It is an horrific attack and the death toll is still mounting. As always with terrorist attacks, the damage is not just the terrible loss of human life and people seriously injured but also the disruption of air and train transport, of business and diplomacy—the EU in Brussels had to cancel external appointments on Tuesday—of tourism, and the costs and uncertainties of getting the security response right.
My first reflection is that there is not the same sense of shock as was felt after the 7/7 London bombings in 2005 or the Paris attacks last autumn. This time, we were almost expecting it. Saleh Abdeslam was arrested on Friday and the alleged bomb maker is said to still be on the run. Meanwhile, a Belgian prosecutor says that we still don't fully understand who organized the Paris attacks, and Belgian Interior Minister Jan Jambon warned only yesterday that the arrest of Abdeslam could push another cell into action.
It is also not a surprise, because the Paris attacks were a wake-up call to some European security structures. What was clear was that they did not understand the threat as well as they thought they did, were not as nimble as they needed to be in their reactions, and are not as good at sharing and acting on intelligence as they need to be.
The Paris attacks led to a recognition that a step-change was necessary in these areas, but you are not going to get a step-change in just four months. So it has been a very vulnerable time and that vulnerability has been exploited. And it could easily happen again.
Europe needs to get as close to the UK counterterrorism strategy as it can get - that means a single strategy pursued by different agencies and departments, the ability to share and act on intelligence between different organizations and agencies, and action to tackle the causes as well as the effects of violent extremism. We also need to think hard about engaging more closely with Turkey on Islamist terrorism—and one hopes that the Turks are ready for closer engagement themselves.
The author is a Former Senior Member of British Intelligence, who wishes to remain anonymous.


Once the pictures are set aside, copy everything else in the records exactly.

*** Opening Material shown ***

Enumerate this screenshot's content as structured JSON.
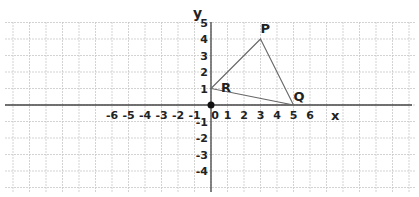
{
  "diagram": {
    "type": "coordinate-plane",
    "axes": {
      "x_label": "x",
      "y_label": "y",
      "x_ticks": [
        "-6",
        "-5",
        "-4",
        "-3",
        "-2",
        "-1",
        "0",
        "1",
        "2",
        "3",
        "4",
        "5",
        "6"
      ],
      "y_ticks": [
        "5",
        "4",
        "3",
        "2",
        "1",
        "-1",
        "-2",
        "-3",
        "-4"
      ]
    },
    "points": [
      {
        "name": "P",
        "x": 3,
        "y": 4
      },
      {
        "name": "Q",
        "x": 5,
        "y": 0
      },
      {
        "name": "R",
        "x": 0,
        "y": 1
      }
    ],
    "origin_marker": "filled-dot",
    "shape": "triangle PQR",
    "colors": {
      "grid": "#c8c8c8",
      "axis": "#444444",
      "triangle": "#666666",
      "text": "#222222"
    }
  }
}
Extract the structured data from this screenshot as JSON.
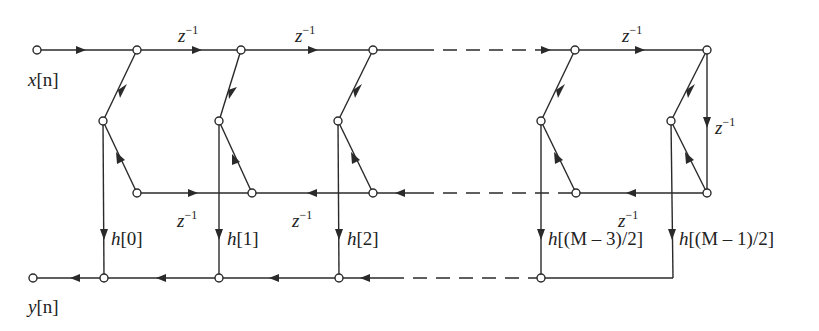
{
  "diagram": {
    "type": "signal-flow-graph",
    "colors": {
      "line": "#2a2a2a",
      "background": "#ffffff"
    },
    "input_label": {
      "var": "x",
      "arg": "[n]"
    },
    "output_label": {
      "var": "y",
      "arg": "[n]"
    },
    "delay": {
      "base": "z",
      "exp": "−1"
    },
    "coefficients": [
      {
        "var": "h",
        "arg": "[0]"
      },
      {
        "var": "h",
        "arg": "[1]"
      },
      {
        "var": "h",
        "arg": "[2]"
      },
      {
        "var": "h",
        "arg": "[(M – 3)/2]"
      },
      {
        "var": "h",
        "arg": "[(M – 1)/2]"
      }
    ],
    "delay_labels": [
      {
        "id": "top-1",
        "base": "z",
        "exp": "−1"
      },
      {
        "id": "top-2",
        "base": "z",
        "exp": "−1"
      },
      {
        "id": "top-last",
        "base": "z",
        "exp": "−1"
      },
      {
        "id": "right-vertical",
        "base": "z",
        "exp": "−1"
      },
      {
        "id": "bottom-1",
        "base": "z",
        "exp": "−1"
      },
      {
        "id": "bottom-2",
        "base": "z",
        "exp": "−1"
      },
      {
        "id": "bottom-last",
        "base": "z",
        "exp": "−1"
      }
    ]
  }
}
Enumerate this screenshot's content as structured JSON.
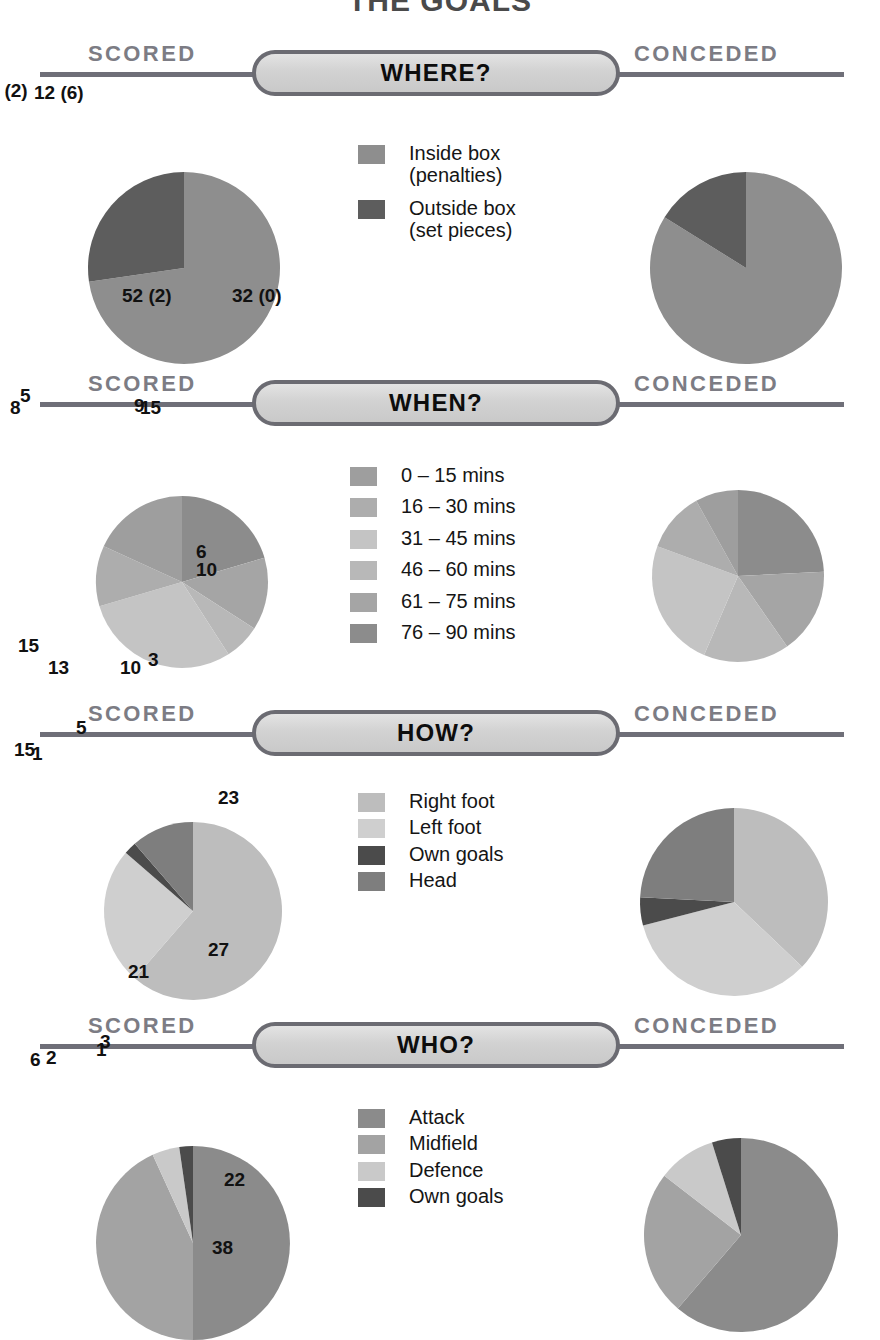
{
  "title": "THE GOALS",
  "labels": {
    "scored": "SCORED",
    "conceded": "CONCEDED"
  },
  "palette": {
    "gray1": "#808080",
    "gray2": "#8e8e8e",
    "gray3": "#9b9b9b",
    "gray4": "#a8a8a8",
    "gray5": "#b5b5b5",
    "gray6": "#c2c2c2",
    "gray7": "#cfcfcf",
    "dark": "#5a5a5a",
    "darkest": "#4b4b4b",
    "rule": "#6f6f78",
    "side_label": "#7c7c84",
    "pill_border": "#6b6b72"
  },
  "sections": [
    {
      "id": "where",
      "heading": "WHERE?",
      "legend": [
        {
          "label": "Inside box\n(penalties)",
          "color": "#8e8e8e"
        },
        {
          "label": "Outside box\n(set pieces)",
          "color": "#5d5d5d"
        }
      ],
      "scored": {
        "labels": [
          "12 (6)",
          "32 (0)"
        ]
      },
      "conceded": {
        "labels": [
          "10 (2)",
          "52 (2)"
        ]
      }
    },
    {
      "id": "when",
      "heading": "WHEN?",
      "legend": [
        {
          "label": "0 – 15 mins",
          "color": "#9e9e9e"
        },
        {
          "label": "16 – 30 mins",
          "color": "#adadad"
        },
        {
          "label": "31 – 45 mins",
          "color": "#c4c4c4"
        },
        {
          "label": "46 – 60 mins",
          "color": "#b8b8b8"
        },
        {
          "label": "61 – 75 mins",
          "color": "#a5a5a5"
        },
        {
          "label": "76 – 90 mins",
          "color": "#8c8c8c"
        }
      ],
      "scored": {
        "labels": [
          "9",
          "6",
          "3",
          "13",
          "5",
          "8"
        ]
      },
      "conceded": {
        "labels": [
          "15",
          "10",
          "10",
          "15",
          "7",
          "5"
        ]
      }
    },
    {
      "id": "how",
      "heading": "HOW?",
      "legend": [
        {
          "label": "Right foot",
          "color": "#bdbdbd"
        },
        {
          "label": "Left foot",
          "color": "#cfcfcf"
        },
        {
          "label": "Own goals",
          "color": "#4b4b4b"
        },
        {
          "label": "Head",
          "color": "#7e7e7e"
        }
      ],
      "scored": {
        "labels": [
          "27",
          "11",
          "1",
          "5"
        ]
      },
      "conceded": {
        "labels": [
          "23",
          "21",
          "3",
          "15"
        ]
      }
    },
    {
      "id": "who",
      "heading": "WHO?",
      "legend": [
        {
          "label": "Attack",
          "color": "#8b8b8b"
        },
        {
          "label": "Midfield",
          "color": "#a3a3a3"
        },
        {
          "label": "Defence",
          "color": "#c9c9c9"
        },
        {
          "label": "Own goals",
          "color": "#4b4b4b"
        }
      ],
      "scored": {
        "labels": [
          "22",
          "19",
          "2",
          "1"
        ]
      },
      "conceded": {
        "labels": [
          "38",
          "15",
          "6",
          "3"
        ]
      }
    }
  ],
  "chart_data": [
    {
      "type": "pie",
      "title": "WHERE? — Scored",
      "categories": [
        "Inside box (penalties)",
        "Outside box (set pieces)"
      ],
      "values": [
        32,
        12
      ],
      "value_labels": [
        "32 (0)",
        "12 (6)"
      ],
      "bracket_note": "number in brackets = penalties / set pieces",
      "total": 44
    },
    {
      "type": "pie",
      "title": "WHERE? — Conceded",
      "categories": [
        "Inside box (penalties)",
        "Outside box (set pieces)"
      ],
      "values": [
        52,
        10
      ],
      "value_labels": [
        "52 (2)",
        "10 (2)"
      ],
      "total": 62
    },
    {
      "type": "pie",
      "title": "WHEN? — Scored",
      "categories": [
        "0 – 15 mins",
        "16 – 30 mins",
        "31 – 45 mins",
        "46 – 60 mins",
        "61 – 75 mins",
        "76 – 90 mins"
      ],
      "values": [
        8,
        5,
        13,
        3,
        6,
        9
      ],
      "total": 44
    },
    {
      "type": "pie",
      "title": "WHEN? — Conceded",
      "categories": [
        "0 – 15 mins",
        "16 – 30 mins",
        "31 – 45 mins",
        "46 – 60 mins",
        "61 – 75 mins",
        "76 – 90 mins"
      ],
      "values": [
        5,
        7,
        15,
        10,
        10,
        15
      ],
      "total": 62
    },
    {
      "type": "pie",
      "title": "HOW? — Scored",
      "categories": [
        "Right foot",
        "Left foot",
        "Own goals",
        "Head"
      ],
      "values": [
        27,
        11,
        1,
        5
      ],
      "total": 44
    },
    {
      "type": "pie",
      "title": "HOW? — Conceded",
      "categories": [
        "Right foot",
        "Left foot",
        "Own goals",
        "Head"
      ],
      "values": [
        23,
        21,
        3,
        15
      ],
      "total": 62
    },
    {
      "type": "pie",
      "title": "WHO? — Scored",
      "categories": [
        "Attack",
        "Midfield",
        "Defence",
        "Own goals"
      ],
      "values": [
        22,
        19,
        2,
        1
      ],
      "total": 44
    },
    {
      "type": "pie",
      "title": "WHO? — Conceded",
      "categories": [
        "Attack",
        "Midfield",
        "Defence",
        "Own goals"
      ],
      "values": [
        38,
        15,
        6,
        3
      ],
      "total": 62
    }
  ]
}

*** Closing Material shown ***

Answer to this exercise —
Enumerate this screenshot's content as structured JSON.
{
  "diagram": {
    "type": "coordinate-plane",
    "axes": {
      "x_label": "x",
      "y_label": "y",
      "x_ticks": [
        "-6",
        "-5",
        "-4",
        "-3",
        "-2",
        "-1",
        "0",
        "1",
        "2",
        "3",
        "4",
        "5",
        "6"
      ],
      "y_ticks": [
        "5",
        "4",
        "3",
        "2",
        "1",
        "-1",
        "-2",
        "-3",
        "-4"
      ]
    },
    "points": [
      {
        "name": "P",
        "x": 3,
        "y": 4
      },
      {
        "name": "Q",
        "x": 5,
        "y": 0
      },
      {
        "name": "R",
        "x": 0,
        "y": 1
      }
    ],
    "origin_marker": "filled-dot",
    "shape": "triangle PQR",
    "colors": {
      "grid": "#c8c8c8",
      "axis": "#444444",
      "triangle": "#666666",
      "text": "#222222"
    }
  }
}
Extract the structured data from this screenshot as JSON.
{
  "diagram": {
    "type": "signal-flow-graph",
    "colors": {
      "line": "#2a2a2a",
      "background": "#ffffff"
    },
    "input_label": {
      "var": "x",
      "arg": "[n]"
    },
    "output_label": {
      "var": "y",
      "arg": "[n]"
    },
    "delay": {
      "base": "z",
      "exp": "−1"
    },
    "coefficients": [
      {
        "var": "h",
        "arg": "[0]"
      },
      {
        "var": "h",
        "arg": "[1]"
      },
      {
        "var": "h",
        "arg": "[2]"
      },
      {
        "var": "h",
        "arg": "[(M – 3)/2]"
      },
      {
        "var": "h",
        "arg": "[(M – 1)/2]"
      }
    ],
    "delay_labels": [
      {
        "id": "top-1",
        "base": "z",
        "exp": "−1"
      },
      {
        "id": "top-2",
        "base": "z",
        "exp": "−1"
      },
      {
        "id": "top-last",
        "base": "z",
        "exp": "−1"
      },
      {
        "id": "right-vertical",
        "base": "z",
        "exp": "−1"
      },
      {
        "id": "bottom-1",
        "base": "z",
        "exp": "−1"
      },
      {
        "id": "bottom-2",
        "base": "z",
        "exp": "−1"
      },
      {
        "id": "bottom-last",
        "base": "z",
        "exp": "−1"
      }
    ]
  }
}
Enumerate this screenshot's content as structured JSON.
{
  "title": "THE GOALS",
  "labels": {
    "scored": "SCORED",
    "conceded": "CONCEDED"
  },
  "palette": {
    "gray1": "#808080",
    "gray2": "#8e8e8e",
    "gray3": "#9b9b9b",
    "gray4": "#a8a8a8",
    "gray5": "#b5b5b5",
    "gray6": "#c2c2c2",
    "gray7": "#cfcfcf",
    "dark": "#5a5a5a",
    "darkest": "#4b4b4b",
    "rule": "#6f6f78",
    "side_label": "#7c7c84",
    "pill_border": "#6b6b72"
  },
  "sections": [
    {
      "id": "where",
      "heading": "WHERE?",
      "legend": [
        {
          "label": "Inside box\n(penalties)",
          "color": "#8e8e8e"
        },
        {
          "label": "Outside box\n(set pieces)",
          "color": "#5d5d5d"
        }
      ],
      "scored": {
        "labels": [
          "12 (6)",
          "32 (0)"
        ]
      },
      "conceded": {
        "labels": [
          "10 (2)",
          "52 (2)"
        ]
      }
    },
    {
      "id": "when",
      "heading": "WHEN?",
      "legend": [
        {
          "label": "0 – 15 mins",
          "color": "#9e9e9e"
        },
        {
          "label": "16 – 30 mins",
          "color": "#adadad"
        },
        {
          "label": "31 – 45 mins",
          "color": "#c4c4c4"
        },
        {
          "label": "46 – 60 mins",
          "color": "#b8b8b8"
        },
        {
          "label": "61 – 75 mins",
          "color": "#a5a5a5"
        },
        {
          "label": "76 – 90 mins",
          "color": "#8c8c8c"
        }
      ],
      "scored": {
        "labels": [
          "9",
          "6",
          "3",
          "13",
          "5",
          "8"
        ]
      },
      "conceded": {
        "labels": [
          "15",
          "10",
          "10",
          "15",
          "7",
          "5"
        ]
      }
    },
    {
      "id": "how",
      "heading": "HOW?",
      "legend": [
        {
          "label": "Right foot",
          "color": "#bdbdbd"
        },
        {
          "label": "Left foot",
          "color": "#cfcfcf"
        },
        {
          "label": "Own goals",
          "color": "#4b4b4b"
        },
        {
          "label": "Head",
          "color": "#7e7e7e"
        }
      ],
      "scored": {
        "labels": [
          "27",
          "11",
          "1",
          "5"
        ]
      },
      "conceded": {
        "labels": [
          "23",
          "21",
          "3",
          "15"
        ]
      }
    },
    {
      "id": "who",
      "heading": "WHO?",
      "legend": [
        {
          "label": "Attack",
          "color": "#8b8b8b"
        },
        {
          "label": "Midfield",
          "color": "#a3a3a3"
        },
        {
          "label": "Defence",
          "color": "#c9c9c9"
        },
        {
          "label": "Own goals",
          "color": "#4b4b4b"
        }
      ],
      "scored": {
        "labels": [
          "22",
          "19",
          "2",
          "1"
        ]
      },
      "conceded": {
        "labels": [
          "38",
          "15",
          "6",
          "3"
        ]
      }
    }
  ],
  "chart_data": [
    {
      "type": "pie",
      "title": "WHERE? — Scored",
      "categories": [
        "Inside box (penalties)",
        "Outside box (set pieces)"
      ],
      "values": [
        32,
        12
      ],
      "value_labels": [
        "32 (0)",
        "12 (6)"
      ],
      "bracket_note": "number in brackets = penalties / set pieces",
      "total": 44
    },
    {
      "type": "pie",
      "title": "WHERE? — Conceded",
      "categories": [
        "Inside box (penalties)",
        "Outside box (set pieces)"
      ],
      "values": [
        52,
        10
      ],
      "value_labels": [
        "52 (2)",
        "10 (2)"
      ],
      "total": 62
    },
    {
      "type": "pie",
      "title": "WHEN? — Scored",
      "categories": [
        "0 – 15 mins",
        "16 – 30 mins",
        "31 – 45 mins",
        "46 – 60 mins",
        "61 – 75 mins",
        "76 – 90 mins"
      ],
      "values": [
        8,
        5,
        13,
        3,
        6,
        9
      ],
      "total": 44
    },
    {
      "type": "pie",
      "title": "WHEN? — Conceded",
      "categories": [
        "0 – 15 mins",
        "16 – 30 mins",
        "31 – 45 mins",
        "46 – 60 mins",
        "61 – 75 mins",
        "76 – 90 mins"
      ],
      "values": [
        5,
        7,
        15,
        10,
        10,
        15
      ],
      "total": 62
    },
    {
      "type": "pie",
      "title": "HOW? — Scored",
      "categories": [
        "Right foot",
        "Left foot",
        "Own goals",
        "Head"
      ],
      "values": [
        27,
        11,
        1,
        5
      ],
      "total": 44
    },
    {
      "type": "pie",
      "title": "HOW? — Conceded",
      "categories": [
        "Right foot",
        "Left foot",
        "Own goals",
        "Head"
      ],
      "values": [
        23,
        21,
        3,
        15
      ],
      "total": 62
    },
    {
      "type": "pie",
      "title": "WHO? — Scored",
      "categories": [
        "Attack",
        "Midfield",
        "Defence",
        "Own goals"
      ],
      "values": [
        22,
        19,
        2,
        1
      ],
      "total": 44
    },
    {
      "type": "pie",
      "title": "WHO? — Conceded",
      "categories": [
        "Attack",
        "Midfield",
        "Defence",
        "Own goals"
      ],
      "values": [
        38,
        15,
        6,
        3
      ],
      "total": 62
    }
  ]
}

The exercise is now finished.